In the pharmaceutical industry, nothing is quite as exciting as a new molecule in the pipeline — especially one that has a chance of solving some major human health problem. In the last few decades, pharma companies have consistently developed and launched new proprietary drugs, bringing hope to sick or at-risk patients, and providing enviable financial returns for the companies’ shareholders. Indeed, global pharmaceutical companies have been built around the idea of discovering blockbuster drugs that solve medical problems common to tens of millions of people. They have supported that approach with huge investments in their innovation programs and marketing and sales operations.
But the era of the blockbuster drug is nearing an end. In the U.S. alone, branded pharmaceuticals accounting for some US$120 billion in annual revenues (including Lipitor, Zyprexa, Plavix, and Seroquel) will be coming off patent in the next few years, opening the way to generics and eroding a major source of the industry’s profits. To be sure, there is still plenty of room for improvement in the medications people take, and no shortage of human suffering to alleviate. But it is doubtful whether big pharmaceutical companies will be able to pursue these goals within the old model of developing exclusive new pills that they can sell under patent protection. For one thing, pharma companies in the past were able to develop drugs for health problems that had never before been addressed. When anti-cholesterol drugs were first launched, for example, they created entirely new, multibillion-dollar markets. Today, in contrast, few such unaddressed categories remain, meaning most newly developed drugs will be competing with existing ones.
In addition, the pharma companies are feeling pressure from every direction — from regulators setting the rules for drug effectiveness and safety, from managed care organizations and employers pushing back on prescription drug costs and reimbursement, from competitors coming to market with alternative brands or generics, and from disgruntled shareholders. Internally, the number of molecules in pharmaceutical company pipelines is shrinking, and the risk/reward ratio for research and development outlays is worsening. Overall, these trends have resulted in lower revenue, reduced profitability, and declining P/E valuation ratios for most major pharmaceutical companies.
The question, however, is more fundamental than what pharma companies will do for an encore in the post-blockbuster era: The question is whether they can survive at all in their present form. There is no consensus about what comes next, as evidenced by the different strategic moves the major companies have made with mergers, acquisitions, and divestitures in recent years. A few have chosen to double down on branded pharmaceuticals, betting that the bad times won’t last and that by adding new therapeutic areas or becoming more adept at using technology they can continue to generate large profits from formulations they own exclusively. Many others are looking elsewhere, and have expanded into such sectors as diagnostics, consumer health, generic drugs, biosimilars, nutrition, and wellness.
“I don’t think there’s been a time in recent history where the industry has had a more divergent approach to the future,” says Cavan Redmond, group president of corporate strategy at Pfizer Inc. “It means that we’ll have different ways of dealing with healthcare, especially on the pharmaceutical side, and less homogeneity.”

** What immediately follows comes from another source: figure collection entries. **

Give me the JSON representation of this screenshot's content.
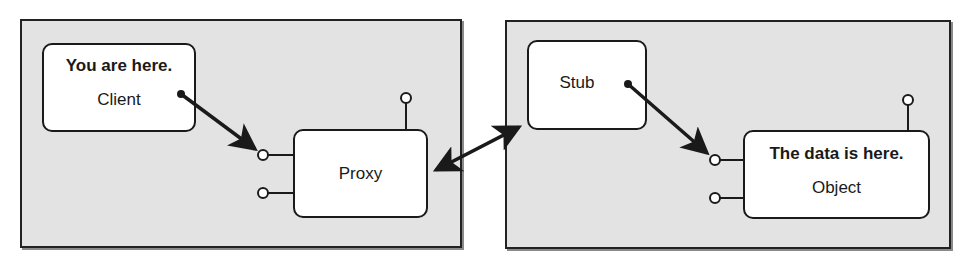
{
  "diagram": {
    "left_panel": {
      "client": {
        "callout": "You are here.",
        "label": "Client"
      },
      "proxy": {
        "label": "Proxy"
      }
    },
    "right_panel": {
      "stub": {
        "label": "Stub"
      },
      "object": {
        "callout": "The data is here.",
        "label": "Object"
      }
    },
    "colors": {
      "panel_fill": "#e3e3e3",
      "box_fill": "#ffffff",
      "stroke": "#1a1a1a"
    }
  }
}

The next decade for the pharmaceutical industry is shaping up to be not only a period in which the leading companies don’t know what’s going to happen, but one in which they can’t know what’s going to happen, because so many of the conditions under which they operate are in such an unusual state of flux.
None of the new businesses into which the pharmaceutical companies are expanding have the same margins as branded drugs, and that raises doubts about whether pharmaceutical companies will be able to maintain their past levels of profitability. (See Exhibit 1.) “Some will, some won’t, because there won’t be as big a proprietary market to go around in the near term,” says Miles D. White, the chief executive of Abbott Laboratories, which is in the process of separating into two companies, one focused on diagnostics and medical devices, the other on prescription drugs.